Appendix: What Next?
The implications of this project are vital to human health and to finding the balance between an over and under saturation of pathogens in the environment of a child. In the future, children may even be injected with certain pathogens in order to make them sick, so that their immune systems are able to repress autoimmune diseases and allergies.
The results of this project imply that there is a need for change. Western society has eliminated the vast majority of pathogens from its environment, but the repercussions of this have only come to light recently. However, these repercussions are severe, and if they go unnoticed (as more and more countries in the world become developed and less unsanitary), the numbers of people with life threatening autoimmune diseases and asthma will increase. Consequently, the death rate from these diseases will also increase, particularly for areas that cannot afford to have everyone tested and treated for certain diseases.
It must be taken into account that no one wants to revert to living, once more, in unsanitary environments. This includes those people who recognize that overly sanitary environments may be hazardous to the health of children. However, this is not the intent of such research; doing so would simply destroy centuries worth of the work done by physicians in order to make our environments safer. The intent is simply to isolate the key components of pathogen-saturated environments that prime the immune system, so that these in turn can be replicated in a laboratory and administered to all children. This will give the same benefits as living in a pathogen-saturated environment, while eliminating the risk of death.

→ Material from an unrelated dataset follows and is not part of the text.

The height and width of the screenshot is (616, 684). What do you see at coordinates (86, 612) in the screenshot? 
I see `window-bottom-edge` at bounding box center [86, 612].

The cause for this occurrence must quickly be isolated so that this vaccine of sorts can be used to prevent autoimmune diseases and allergies, and hence, to save the lives of many people. Future experiments that could be carried out in order to determine this exact cause would be invaluable, and a possible future spinoff for this project.

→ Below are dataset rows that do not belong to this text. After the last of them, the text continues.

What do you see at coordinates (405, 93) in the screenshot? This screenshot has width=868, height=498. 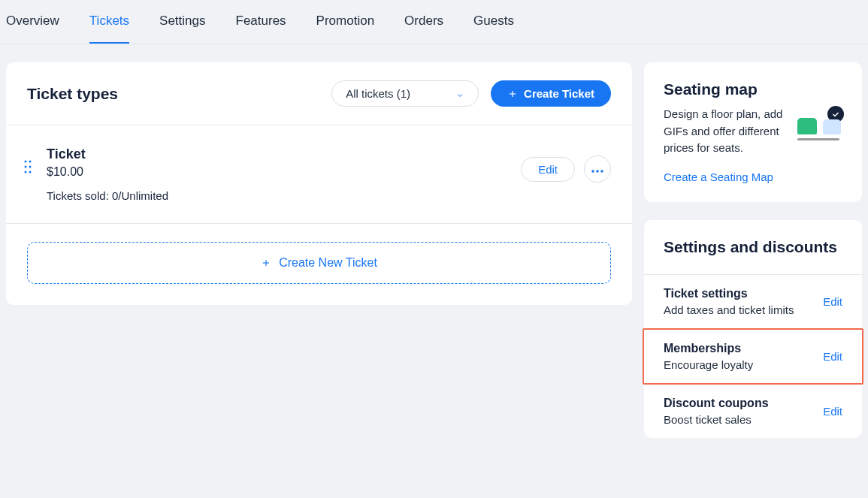 I see `ticket-filter-dropdown: All tickets (1)` at bounding box center [405, 93].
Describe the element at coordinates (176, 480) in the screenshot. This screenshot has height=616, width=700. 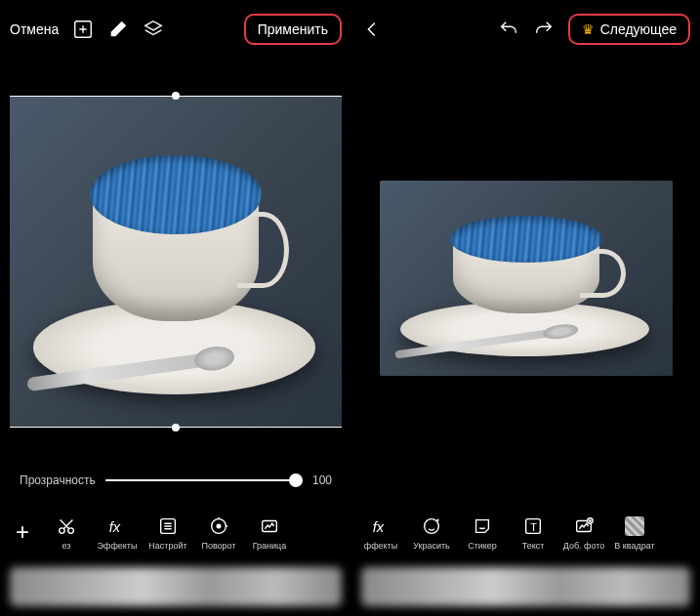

Other spinoffs of this project would investigate what could be done for people who have grown up in sterile environments, or those who have autoimmune diseases, in order to either prevent the autoimmune diseases, or to cure them. This is very likely tied to finding the cause of the high rate of autoimmune diseases in people who, as children, grew up in sterile environments, but no one is sure.
Another future spinoff would investigate the effect of passive vs. active immunity on the rate of autoimmune diseases and allergies.